I Just Unraveled Myself: Some Moments By/With/For Ash R.T. Yergens
The moment it becomes legible, it becomes something else.
The moment it becomes legible, it becomes something else.
To what degree must our celebrities look, sound, and live lives enough like ours in order for us to fetishize becoming them?
These works imagined utopias that challenge our assumptions about the limits of what we accept as reality.
This place where language is familiar because of airports and tampon boxes and online preachers and being cat-called and the slow drip of consumer rhetoric.
Aesthetically, Tiny Hornets lives in the neighborhood of a surrealist depiction of an early twentieth-century carnival—somewhere in between a sober version of Burning Man and Bob Dylan’s Rolling Thunder Revue.
Maura interviews Dorothée Munyaneza. Her “Unwanted” has its New York premiere at Baryshnikov Arts Center TONIGHT (September 21-22). Her “Samedi Détente” at Under the Radar Festival in early 2016 ripped open the wounds of the genocide in Rwanda. With “Unwanted,” she explores the physical and mental repercussions of rape used as an instrument of war.

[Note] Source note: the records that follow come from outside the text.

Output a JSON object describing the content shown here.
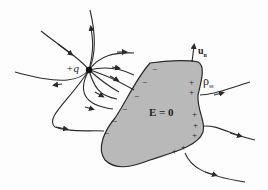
{
  "diagram": {
    "charge_label": "+q",
    "field_inside_label": "E = 0",
    "normal_label": "u",
    "normal_subscript": "n",
    "surface_charge_label": "ρ",
    "surface_charge_subscript": "ss",
    "colors": {
      "conductor_fill": "#b9b9b9",
      "line": "#2a2a2a",
      "background": "#fdfdfd"
    },
    "negative_charges": [
      "−",
      "−",
      "−",
      "−",
      "−",
      "−",
      "−",
      "−"
    ],
    "positive_charges": [
      "+",
      "+",
      "+",
      "+",
      "+",
      "+",
      "+",
      "+",
      "+"
    ]
  }
}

A response to The Krumple’s ‘YOKAI: Remedy for Despair’ via the questioning of how one responds to art and how dependent that response is on form and location.
Performance as reparation, as reconfiguration, as a way to bounce back and forge ahead.

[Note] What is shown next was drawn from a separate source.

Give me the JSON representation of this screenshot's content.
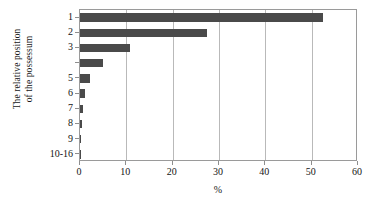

She mourns and then she is fully present, looking right through you, dancing with abandon.
This is that Marco Polo shit, I realized. This city, we’ve inherited it. We’re in it. And I didn’t think anybody else besides Sam would care with the fervor that I did.
Cumbe: Center for African and Diaspora Dance (Cumbe) returns to Brooklyn with a new home at RestorationART. Maura interviews Jimena Martinez, Cumbe’s Executive Director.
The severed head of Homer has been degraded, discarded in wintry sidewalk snow mounds and forgotten inside the walk-in refrigerator of some swank restaurant before being hung on a meat hook above the bath tub.